Regular readers of this column might recall that I covered the rise and fall of the global office space-sharing start-up in excruciating detail in the lead-up to its botched IPO in September 2019. Ten days before the IPO was abruptly yanked, I wrote that there was no way WeWork’s listing was going ahead even though the biggest global investment banks, including JP Morgan Chase and Goldman Sachs at the time, were still aggressively pushing for it to proceed. It was a daring call because the mainstream global business media was reporting that the IPO was scheduled for the following week.
Quick. Can you name the hottest meme stock traders on Reddit’s WallStreetBets forum are crazy about right now? If all you can come up with is gaming merchandise retailer GameStop, or movie theatre chain AMC Entertainment, you are probably still focused on the January 2021 mania. You are close if you said the bankrupt trucking firm Yellow Corp or Tupperware Brands Corp are the new Kings of meme. The hottest meme stock right now is WeWork, the controversial office space firm and once the poster child of Silicon Valley.
Shares of WeWork fell to just 12.5 US cents on Aug 9 only to soar to 29.5 US cents, or 134% gain, during the next trading day on trading volumes over 13 times the stock’s normal daily turnover. And it has been a roller coaster of a week. On Aug 16, WeWork stock closed at 15 US cents. WeWork is a meme stock now, and every young trader is chasing it because, by its own admission, the firm is staring at imminent bankruptcy.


**GOAL OF THE EXERCISE**
Lines that include "image" make up the answer; copy all of them from the data below.

**INPUT**
********************
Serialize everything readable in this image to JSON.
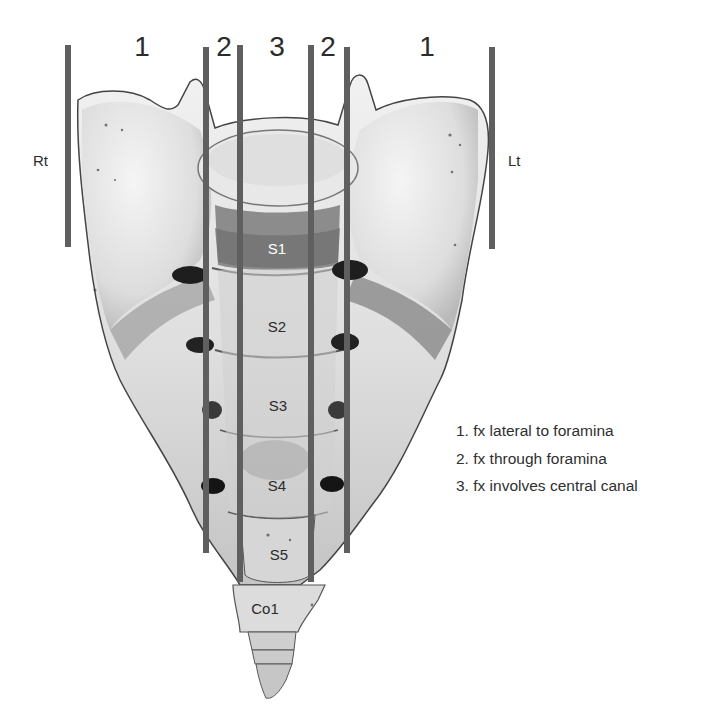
********************
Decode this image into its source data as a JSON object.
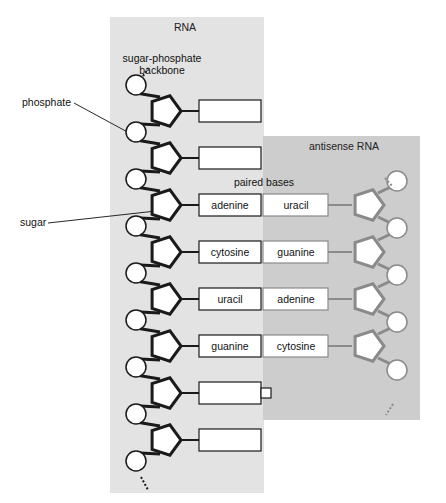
********************
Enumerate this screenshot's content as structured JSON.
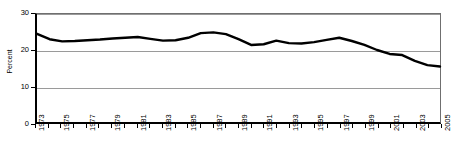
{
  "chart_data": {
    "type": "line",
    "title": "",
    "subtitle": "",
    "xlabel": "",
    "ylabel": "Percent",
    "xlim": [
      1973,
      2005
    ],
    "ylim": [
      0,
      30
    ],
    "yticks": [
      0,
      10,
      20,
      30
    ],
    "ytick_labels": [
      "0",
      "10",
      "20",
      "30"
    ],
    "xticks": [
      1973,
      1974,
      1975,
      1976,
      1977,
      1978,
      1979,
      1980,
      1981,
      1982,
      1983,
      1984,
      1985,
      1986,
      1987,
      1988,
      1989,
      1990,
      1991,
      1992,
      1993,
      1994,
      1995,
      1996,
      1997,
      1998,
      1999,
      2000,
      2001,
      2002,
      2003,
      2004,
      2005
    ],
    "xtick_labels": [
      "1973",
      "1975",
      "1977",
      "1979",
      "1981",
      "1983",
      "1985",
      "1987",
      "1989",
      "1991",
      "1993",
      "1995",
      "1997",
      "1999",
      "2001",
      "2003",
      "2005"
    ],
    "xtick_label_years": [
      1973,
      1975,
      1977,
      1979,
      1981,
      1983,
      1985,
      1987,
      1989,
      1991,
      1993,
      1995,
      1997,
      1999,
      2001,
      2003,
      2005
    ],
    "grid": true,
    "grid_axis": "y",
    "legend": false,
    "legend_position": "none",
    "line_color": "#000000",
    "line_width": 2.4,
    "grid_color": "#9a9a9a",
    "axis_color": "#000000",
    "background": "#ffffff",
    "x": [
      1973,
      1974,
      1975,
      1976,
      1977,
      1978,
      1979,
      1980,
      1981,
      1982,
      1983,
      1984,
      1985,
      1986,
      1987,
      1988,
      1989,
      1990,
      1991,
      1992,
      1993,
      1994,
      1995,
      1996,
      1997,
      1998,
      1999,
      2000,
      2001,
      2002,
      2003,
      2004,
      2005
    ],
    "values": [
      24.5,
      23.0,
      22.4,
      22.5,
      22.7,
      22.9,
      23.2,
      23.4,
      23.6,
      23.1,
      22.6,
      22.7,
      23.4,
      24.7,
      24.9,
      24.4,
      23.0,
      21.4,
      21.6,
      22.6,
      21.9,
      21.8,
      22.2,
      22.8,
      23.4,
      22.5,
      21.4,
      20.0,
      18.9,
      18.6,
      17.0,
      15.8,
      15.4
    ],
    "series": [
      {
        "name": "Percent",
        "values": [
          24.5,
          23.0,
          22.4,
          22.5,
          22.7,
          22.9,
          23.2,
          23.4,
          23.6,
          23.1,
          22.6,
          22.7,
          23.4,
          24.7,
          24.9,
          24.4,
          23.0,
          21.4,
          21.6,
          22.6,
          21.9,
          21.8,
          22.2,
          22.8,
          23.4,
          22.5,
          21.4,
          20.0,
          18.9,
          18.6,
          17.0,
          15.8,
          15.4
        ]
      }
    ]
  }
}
********************
**ANSWER TO THE PROBLEM**
Serialize everything readable in this image to JSON.
Decode this image into its source data as a JSON object.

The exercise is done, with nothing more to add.